The First Persecutions and Martyrs
There were many others in the first three centuries of the Church who like Cyprian and Ignatius ended their lives as martyrs. The persecutions, it is true, were often local in character and usually limited in duration. Yet although there were long periods when the Roman authorities extended to Christianity a large measure of toleration, the threat of persecution was always there, and Christians knew that at any time this threat could become a reality. The idea of martyrdom had a central place in the spiritual outlook of the early Christians. They saw their Church as founded upon blood – not only the blood of Christ but the blood of those ‘other Christs’, the martyrs. In later centuries when the Church became ‘established’ and no longer suffered persecution, the idea of martyrdom did not disappear, but it took other forms: the monastic life, for example, is often regarded by Greek writers as an equivalent to martyrdom.
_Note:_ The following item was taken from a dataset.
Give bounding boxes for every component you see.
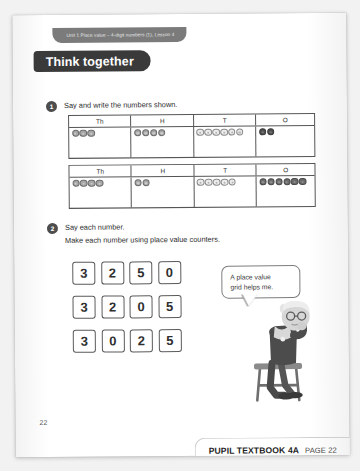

The same approach is found also in the west: take, for instance, a Celtic text – an Irish homily of the seventh century – which likens the ascetic life to the way of the martyr:
Now there are three kinds of martyrdom which are accounted as a Cross to a man, white martyrdom, green martyrdom, and red martyrdom. White martyrdom consists in a man’s abandoning everything he loves for God’s sake … (Green martyrdom consists in this, that by means of fasting and labour he frees himself from his evil desires, or suffers toil in penance and repentance. Red martyrdom consists in the endurance of a Cross or death for Christ’s sake.’
At many periods in Orthodox history the prospect of red martyrdom has been fairly remote, and the green and white forms prevail. Yet there have also been times, above all in this present century, when Orthodox and other Christians have once again been called to undergo martyrdom of blood.